Adult FriendFinder (2016) Breach
Oct 16, 2016
219,950,376 rows
What happened in the Adult FriendFinder (2016) Breach?
DataBreach.com Team · November 30th 2024, 7:00 pm EST
On 16 October 2016, Friend Finder Networks (FFN) - operator of AdultFriendFinder.com, Cams.com, Penthouse.com, Stripshow.com and iCams.com - suffered one of that year’s biggest breaches. Breach-notification service LeakedSource obtained a dump containing 412 million account records, about 339 million of them tied to AdultFriendFinder alone.
What was stolen
Attackers exfiltrated usernames, email addresses, IP logs, spoken-language settings and passwords.

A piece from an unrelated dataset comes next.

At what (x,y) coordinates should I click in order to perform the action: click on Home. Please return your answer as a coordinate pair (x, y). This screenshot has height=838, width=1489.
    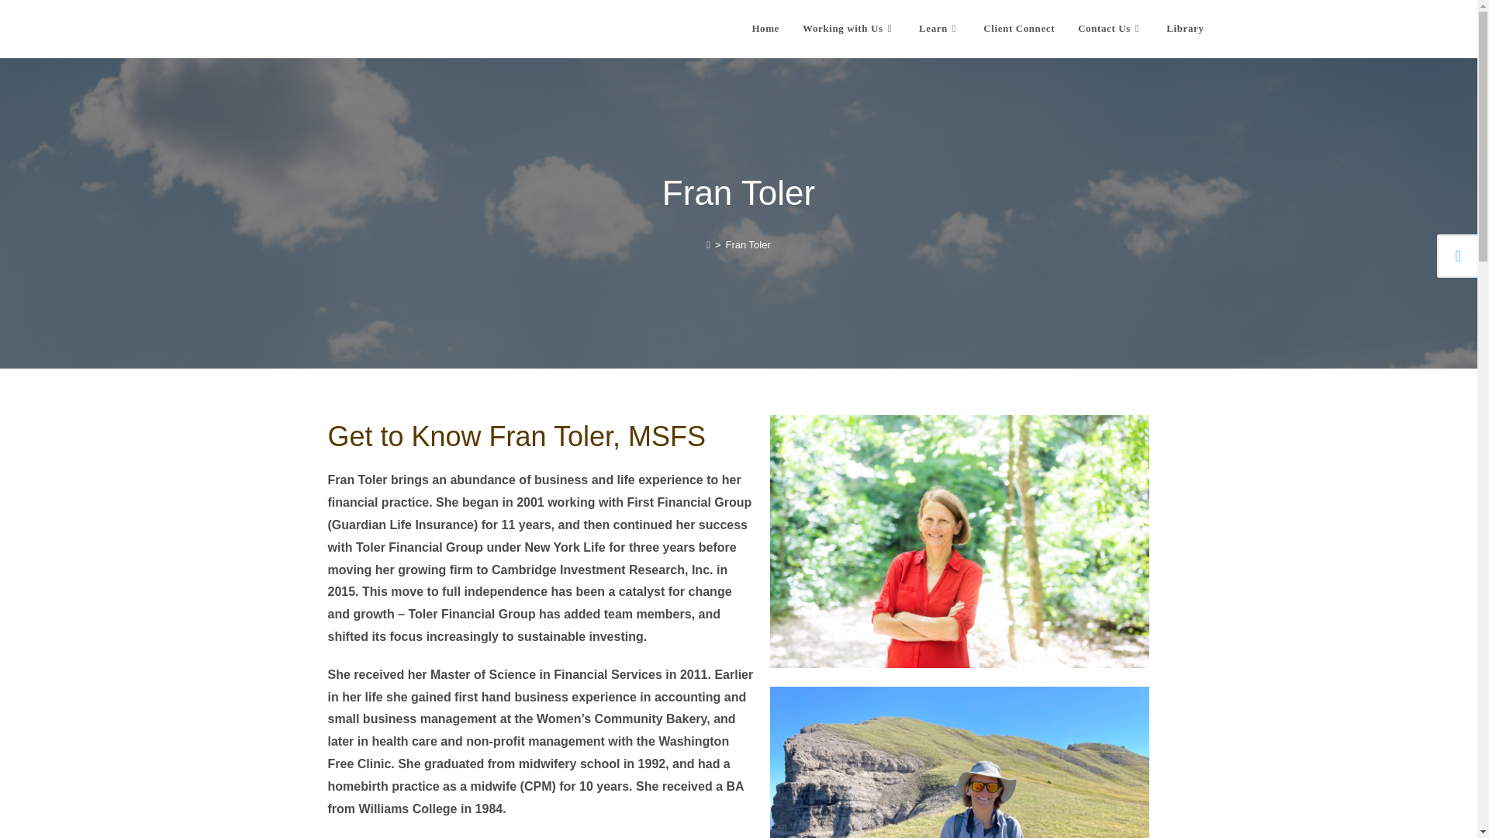
    Looking at the image, I should click on (765, 29).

Troublingly, 99 percent of passwords were stored either in plain text or with unsalted SHA-1, making them easy to crack. Analysts also uncovered 15 million “deleted” profiles that FFN had never actually removed.
How the intruders got in
Forensic reviews point to a Local File Inclusion (LFI) vulnerability in an FFN web application. Exploiting the flaw let attackers read configuration files and pivot into production databases, siphoning two decades of registrations in one hit.
Scope by the numbers
While 412 million rows were leaked, we counted ≈219 million unique email addresses after deduplication - many users kept multiple profiles and “deleted” rows were still present. The dataset was traded privately on underground forums before landing in public breach-notification services in February 2020.
Immediate fallout
Soon after disclosure, cracked credential lists circulated widely, fuelling credential-stuffing attacks on mainstream sites and a rush of sextortion spam citing AdultFriendFinder membership. Privacy advocates stressed that, unlike retail leaks, the exposure risked blackmail and involuntary outing of users’ sexual preferences.
Company response
FFN said it “immediately engaged external security experts,” forced network-wide password resets and moved new credentials to bcrypt hashing, yet critics argued the steps were reactive and left long-standing patch-management and data-retention issues unresolved.
Ongoing significance
FFN’s public statement on 14 November 2016 confirmed a security investigation but offered no detailed breakdown, leaving customers dependent on researchers for clarity. No payment cards were exposed - billing is outsourced - yet time-stamped IP addresses and login histories gave attackers a granular view of user behaviour.